The Day My Booth Took Flight, And Why I Laughed

Chers rêveurs de goût, (Dear dreamers of taste)

I read the start time wrong. We were the first to arrive—between 7 and 8 a.m.—while the event didn’t begin until 12:30. But being early had its gifts. I watched the festival slowly unfold: the food trucks rumbling in, the specialty Japanese pastry stand arranging their trays of cloudlike buns, the rainbow couple with their cheeky T-shirts—“What’s the most Southern thing you’ve said?” and “Cock of the Walk.” They lent me a phone charger and later helped take down my booth when a gust of wind lifted it into the air and landed it in a nearby tree. (No one hurt, though the booth looked like it was trying to migrate.) Next time—sandbags. Always sandbags.

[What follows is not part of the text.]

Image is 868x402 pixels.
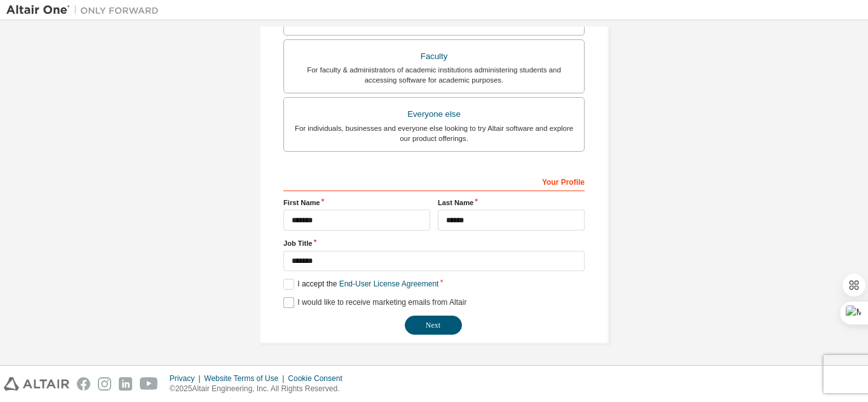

The first public appearance of my latest novel, The Mistress of Apples and Bécasse!

People loved the scent jars. Especially Wild, the one filled with sumac—its bright, unruly tang caught people’s attention. One woman ran past calling, “I love your tag line—Cook with fire, feast like a goddess! I’ll be back!” A woman named Candy did come back, and lingered. So did a German couple who returned later with their daughter and 10-week-old baby boy to say hello.

Any guesses as to what the aromas of Wild, Fire, and Solace might be?

Two women stopped, reading the sign, the books, the breads. “Wait—you wrote these three books? You made these breads? You dried the levain? And this? And this?” they said, eyes wide. Then came that familiar moment: the one where I step back, almost outside myself, and—with as much grace and confidence as I can summon—say, “Yes. I guess I did.”

By the volunteer booth, I shared apple breads as the day wound down. The police officers who helped rescue the booth politely declined—rubbing their stomachs in mock restraint—only to later accept boxes of cupcakes from another vendor. I laughed. A perfect, forehead-smacking return to the ordinary.

Because that’s what these days are—a dance between the wondrous and the ridiculous. Between windblown chaos and quiet joy. Between the you who shows up at dawn, and the you who realizes, by afternoon, that the world you’ve been building all along has finally stepped out into the light.

Just as I was finishing this note, a bird flew straight into the house. I laughed out loud as I gently shooed it back outside. Some days, you don’t have to look far for signs that the story is still writing itself. Maybe the booth, the book, and the bird are all saying the same thing: keep your windows open—something beautiful might fly in.

P.S. I’m renaming this newsletter The Legacy Letter — a place where stories, recipes, and small miracles meet. I’d love to know what you enjoy most here:

✨ Festival tales?

🍞 Behind-the-scenes kitchen stories?

📚 Glimpses into the worlds of The Mistress of Apples and Bécasse?

Click reply and tell me what lights you up — your words always shape where this journey goes next.

The Mistress of Apples and Bécasse has arrived!

In modern-day France, Miel Nerra, a gifted chef, becomes entangled in the ancient traditions of the Mistresses. Guided by tapestries and haunted by memory, she must follow the elusive Bécasse into a world where story, legacy, and love collide.